Articles Visibility

A Simple Content Visibility Checklist For Small Teams

Eight checks to run before — and after — you hit publish. No tooling. No retainer. Twenty minutes.

Printed checklist sheet with article pages, pencil marks, and colored tabs on a warm desk.

A checklist is not a strategy. But on a small team, with no one whose job it is to “do marketing,” a checklist is often the only thing standing between a useful article and a wasted afternoon.

This one is short on purpose. You should be able to run an article through it in twenty minutes. If a check feels heavy, you have probably tried to solve too many problems at once.

How to use this

Print it. Tape it next to your monitor. Run any article you care about through it once, before you publish. Then again at the 90-day mark, when the article has had a chance to do its work.

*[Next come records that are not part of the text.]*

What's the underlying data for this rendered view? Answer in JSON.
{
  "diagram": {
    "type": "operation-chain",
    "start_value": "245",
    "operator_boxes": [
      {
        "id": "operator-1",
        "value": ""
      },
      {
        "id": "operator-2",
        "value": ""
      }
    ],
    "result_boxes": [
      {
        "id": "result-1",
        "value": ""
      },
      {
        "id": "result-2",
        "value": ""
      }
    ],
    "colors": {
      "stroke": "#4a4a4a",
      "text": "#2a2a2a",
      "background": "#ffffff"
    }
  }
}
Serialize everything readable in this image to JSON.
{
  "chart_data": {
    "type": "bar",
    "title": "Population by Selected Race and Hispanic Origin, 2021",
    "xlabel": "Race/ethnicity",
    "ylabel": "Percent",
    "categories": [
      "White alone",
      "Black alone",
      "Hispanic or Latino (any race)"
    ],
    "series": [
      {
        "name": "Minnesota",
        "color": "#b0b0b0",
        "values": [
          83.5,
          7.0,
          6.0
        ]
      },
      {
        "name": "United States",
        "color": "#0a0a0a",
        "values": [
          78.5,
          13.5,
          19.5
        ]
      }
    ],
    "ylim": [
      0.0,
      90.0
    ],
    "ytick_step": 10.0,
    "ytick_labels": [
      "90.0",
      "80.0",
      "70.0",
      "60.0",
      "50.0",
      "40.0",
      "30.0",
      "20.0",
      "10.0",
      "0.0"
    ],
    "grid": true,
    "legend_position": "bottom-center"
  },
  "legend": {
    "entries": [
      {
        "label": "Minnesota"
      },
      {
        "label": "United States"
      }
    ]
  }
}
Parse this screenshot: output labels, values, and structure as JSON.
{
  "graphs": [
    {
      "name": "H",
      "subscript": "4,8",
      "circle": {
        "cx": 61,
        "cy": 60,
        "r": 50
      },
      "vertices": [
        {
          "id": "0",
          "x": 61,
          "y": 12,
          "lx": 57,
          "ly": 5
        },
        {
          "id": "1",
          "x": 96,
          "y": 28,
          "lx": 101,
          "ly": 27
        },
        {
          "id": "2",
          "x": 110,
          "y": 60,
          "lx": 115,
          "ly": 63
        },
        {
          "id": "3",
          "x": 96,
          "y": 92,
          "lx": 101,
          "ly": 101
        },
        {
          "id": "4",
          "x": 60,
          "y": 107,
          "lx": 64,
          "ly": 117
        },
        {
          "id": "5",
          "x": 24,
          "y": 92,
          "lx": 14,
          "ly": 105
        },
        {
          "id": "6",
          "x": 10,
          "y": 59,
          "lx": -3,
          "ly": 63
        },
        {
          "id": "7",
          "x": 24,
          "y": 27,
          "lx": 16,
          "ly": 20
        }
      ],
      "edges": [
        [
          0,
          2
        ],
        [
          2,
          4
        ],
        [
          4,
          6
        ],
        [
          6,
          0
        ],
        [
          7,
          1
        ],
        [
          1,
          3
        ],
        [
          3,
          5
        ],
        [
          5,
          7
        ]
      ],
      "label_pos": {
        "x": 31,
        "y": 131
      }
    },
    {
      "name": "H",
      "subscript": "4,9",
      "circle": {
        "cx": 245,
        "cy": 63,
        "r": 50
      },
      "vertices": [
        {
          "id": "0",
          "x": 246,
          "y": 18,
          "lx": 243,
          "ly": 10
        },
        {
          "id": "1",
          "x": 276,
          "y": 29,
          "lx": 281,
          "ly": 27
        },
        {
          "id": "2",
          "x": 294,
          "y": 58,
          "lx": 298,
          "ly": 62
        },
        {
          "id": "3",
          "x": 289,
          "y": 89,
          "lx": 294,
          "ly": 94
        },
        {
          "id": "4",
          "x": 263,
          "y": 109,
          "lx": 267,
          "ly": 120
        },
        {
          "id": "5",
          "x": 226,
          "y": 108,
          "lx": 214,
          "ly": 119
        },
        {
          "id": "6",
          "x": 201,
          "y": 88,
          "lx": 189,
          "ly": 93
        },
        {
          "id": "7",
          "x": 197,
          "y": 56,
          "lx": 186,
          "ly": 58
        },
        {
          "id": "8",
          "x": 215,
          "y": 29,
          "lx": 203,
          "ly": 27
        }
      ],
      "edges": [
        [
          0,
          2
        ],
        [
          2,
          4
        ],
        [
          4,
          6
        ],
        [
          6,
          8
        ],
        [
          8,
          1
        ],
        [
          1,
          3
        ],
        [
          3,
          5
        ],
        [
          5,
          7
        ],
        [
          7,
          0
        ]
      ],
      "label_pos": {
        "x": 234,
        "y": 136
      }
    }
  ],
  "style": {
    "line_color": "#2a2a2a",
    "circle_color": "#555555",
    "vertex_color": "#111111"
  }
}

The downloadable version lives at the bottom of this page if you want a clean copy.

The eight checks

1. Does the title name the reader’s question?

The title should not be your framing. It should be the sentence the reader would type or speak when they have the problem the article solves.

A test: read the title to a colleague who is not in marketing. Can they tell you, in one sentence, who would search for this and what they expect to find? If they cannot, the title is too clever, too cute, or too vague.

2. Is the direct answer in the first 100 words?

Most readers will not scroll past your introduction. The introduction is not the place to set up the answer. It is the place to give the answer, then expand on it.

If you cannot find a clear answer sentence in the first 100 words, the article is structured around your draft, not around the reader.

3. Do at least three internal links point out of this article?

Three is the floor. Five is better. They should be useful links — pointing to articles a reader who liked this one would also benefit from. Not a glossary. Not a homepage link in the byline. Real, in-prose links with anchors that describe the next useful page. If this part feels fuzzy, use the small-team internal linking workflow before you publish.

This is the check that almost nobody runs, and it is the single most useful one. Your existing top pages have more authority and traffic than this new article will for at least the first month. If none of them point to the new article, search engines treat it as an orphan. So do your readers.

5. Is there a clear next step at the end?

A “next step” is not a CTA. It is a small, concrete action the reader can take in the next ten minutes if they found the article useful. Print the checklist. Open the linked article. Add this question to their next planning meeting. Without a next step, the article ends in air.

6. Has it been mentioned in email or social, at least once, on day one?

The publish action does not announce the article. You do. If the article is good enough to spend an afternoon on, it is good enough to write a 200-word email about. One mention on the day it goes live is the minimum.

7. Does it have a reuse plan?

In a sentence: where else, in the next two weeks, will this article show up? In a newsletter? In a LinkedIn post? In a sales email? On a customer onboarding page? An article without a reuse plan typically gets one impression — the publish — and then nothing. Even one planned reuse multiplies its reach.

8. Is there a refresh date on the calendar?

90 days is a reasonable default. Put it on a calendar with a link back to the article. When the date comes around, you do not have to rewrite — you just have to re-read, fix anything stale, update the date, and re-share.

Checklist

Print this. Run it on the next article you publish.

  1. Title names the reader's question, not our framing
  2. Direct answer is in the first 100 words
  3. At least three useful internal links out
  4. At least one existing high-traffic page links in
  5. Clear, concrete next step at the end
  6. Mentioned in email or social on day one
  7. Reuse plan in the next two weeks
  8. Refresh date on the calendar (90 days)

What this checklist is not

It is not an SEO audit. It is not a content strategy. It is not a substitute for writing about things readers actually want. If your articles are not useful, no amount of checklist will help.

It is also not a guarantee of traffic, rankings, or leads. The honest version is: articles that go through this checklist tend to outperform articles that do not, on the dimensions the checklist measures. Whether that translates to your business outcomes depends on a lot of other things.

What the checklist does is remove the most common, most fixable reasons that an otherwise good article fails to be seen.

A short note on the cadence

Run the checklist on every new article. That is the easy part.

Then, once a quarter, pull a list of the articles you published 90+ days ago and run the checklist on each of them again. You will be surprised how many of them have drifted — orphaned links, broken next steps, missed refresh dates. Quarterly maintenance on a thirty-article archive is usually a half-day of work and uncovers more visibility wins than writing a new article would.

The point of the system is to make “did we get this article seen” a question with a clear answer. Not a hope.

If a useful article fails the checklist, you may not need to rewrite it. Start with a focused refresh: clarify the answer, update the examples, and repair the internal links.

When the answer is not obvious, use the Article Refresh Scorecard to decide whether the page needs a quick update, a focused refresh, a rewrite, or no action.

Read why most published content never gets seen for the longer argument behind these eight checks.